Educator wants teachers to better understand themselves
PROFESSOR Loraine Cook, educational psychologist and senior lecturer at The University of the West Indies, Mona, has called on teachers to better understand themselves in managing students, saying training institutions should focus on helping educators unpack their own life history, experiences and beliefs, which she says shapes their classroom approach.
Cook, a senior in research methods and educational psychology at the School of Education, in delivering her inaugural professorial lecture last Thursday evening, titled ‘Differences in the classroom — deeper than what you see or think’, said “the Jamaican educational problem is multifaceted and requires a multidisciplinary solution.”
“The call is for teachers to better understand themselves, how their differences impact the classroom and how those differences interact with children’s differences. Of course this involves teacher training institutions administering different instruments to help teachers in training to understand their own life history and how their own experiences and beliefs will influence interactions in the classroom,” Professor Cook pointed out.
She said, “In so doing, those teachers who are disposed to using verbal abuse as a tool for behavioural management will be able to understand themselves early in their career and how their experiences with harsh disciplinary strategies as children disposed them to use the same disciplinary strategies as adults towards children who they are not responsible for in the classroom”.
“As educators we need to understand how our psychological differences influence how we manage ourselves, the students, and the delivery of the curriculum. In other words, our psychology will shape our pedagogy [teaching] and through understanding children’s temperament,”Cook said.
“We have a professional and moral responsibility as teacher educators to close the gap or remediate the situation in the education system. It seems that our quality of education and student outcome has not changed much for 30 years. We need to figure out what our next steps are,” she said further.
In demonstrating the strength of her theory she said that in a research intervention done with early childhood teachers, teachers before the intervention made comments like, ‘I just thought these children were downright out of order’, ‘They don’t know how to behave’, ‘I thought they were lazy and needed to go back to basic school or stay home with their parents’, ‘I just thought they were rude children who didn’t know how to sit still’.
However, after the intervention those same teachers said they better understood the temperaments of different children highlighted through the intervention.
Said Cook: “Children need to be taught by adults and trained by adults how to control the challenging sides of their temperaments. The poor child itself is wondering ‘Why am I behaving so badly and can’t figure it out?’ “
She said findings from her study indicated that educators, next to parents, are the most influential on students.
“As such they become role models and significant others in students’ lives — therefore, one of the goals should be to prepare teachers to take responsibility for outcomes in the classroom,” she said.
In emphasising that teachers’ instructional and interpersonal skills are the attributes most remembered by students, she said it is essential that teachers in the classroom become aware of their emotions, their thoughts, their motivations and their actions.
Noting that there was a rising culture of violence outside the classroom, with over 1,329 individuals murdered up to November this year, Professor Cook said combined with the social problems in the country, schools at all levels of the education system have poor student outcomes academically and in terms of student behaviour.
“The examination of our educational context raises the following questions, which give urgency to the lecture: When we graduate young people from high school who are not literate, who are not capable of working, where do they go, what do they do? What is happening in the classrooms not only to the students but to our teachers? Could our crime rate and senseless killings be connected to the issues in those two questions?” Cook asked.
Referencing the 2021 Jamaica Education Transformation Commission Report which, among other things, said the quality of care and training are unsatisfactory in schools, Cook said “as educators we seem to be failing our students”.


## What you should do
Every entry below is to be copied exactly, apart from any picture it holds.

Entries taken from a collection
-- Opening Marker --

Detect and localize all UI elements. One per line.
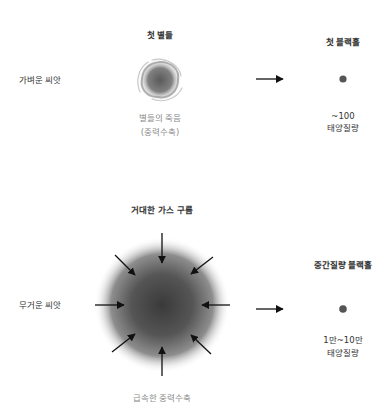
first-stars-swirl-icon [138,58,182,102]
rapid-collapse-label: 급속한 중력수축 [133,392,192,404]
light-seed-label: 가벼운 씨앗 [19,74,62,86]
first-stars-title: 첫 별들 [147,29,174,41]
stellar-death-label: 별들의 죽음 [139,112,182,124]
intermediate-black-hole-dot-icon [339,305,347,313]
intermediate-black-hole-title: 중간질량 블랙홀 [314,259,373,271]
first-black-hole-title: 첫 블랙홀 [326,36,361,48]
intermediate-black-hole-mass-value: 1만~10만 [323,334,362,346]
first-black-hole-dot-icon [339,75,346,82]
gravitational-collapse-label: (중력수축) [141,126,180,138]
intermediate-black-hole-mass-unit: 태양질량 [327,347,359,359]
giant-gas-cloud-title: 거대한 가스 구름 [131,204,193,216]
first-black-hole-mass-unit: 태양질량 [327,122,359,134]
heavy-seed-label: 무거운 씨앗 [19,299,62,311]
first-black-hole-mass-value: ~100 [331,110,354,122]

-- Closing Marker --

## Answer for the task
Detect and localize all UI elements. One per line.
first-stars-swirl-icon [138,58,182,102]
rapid-collapse-label: 급속한 중력수축 [133,392,192,404]
light-seed-label: 가벼운 씨앗 [19,74,62,86]
first-stars-title: 첫 별들 [147,29,174,41]
stellar-death-label: 별들의 죽음 [139,112,182,124]
intermediate-black-hole-dot-icon [339,305,347,313]
intermediate-black-hole-title: 중간질량 블랙홀 [314,259,373,271]
first-black-hole-title: 첫 블랙홀 [326,36,361,48]
intermediate-black-hole-mass-value: 1만~10만 [323,334,362,346]
first-black-hole-dot-icon [339,75,346,82]
gravitational-collapse-label: (중력수축) [141,126,180,138]
intermediate-black-hole-mass-unit: 태양질량 [327,347,359,359]
giant-gas-cloud-title: 거대한 가스 구름 [131,204,193,216]
first-black-hole-mass-unit: 태양질량 [327,122,359,134]
heavy-seed-label: 무거운 씨앗 [19,299,62,311]
first-black-hole-mass-value: ~100 [331,110,354,122]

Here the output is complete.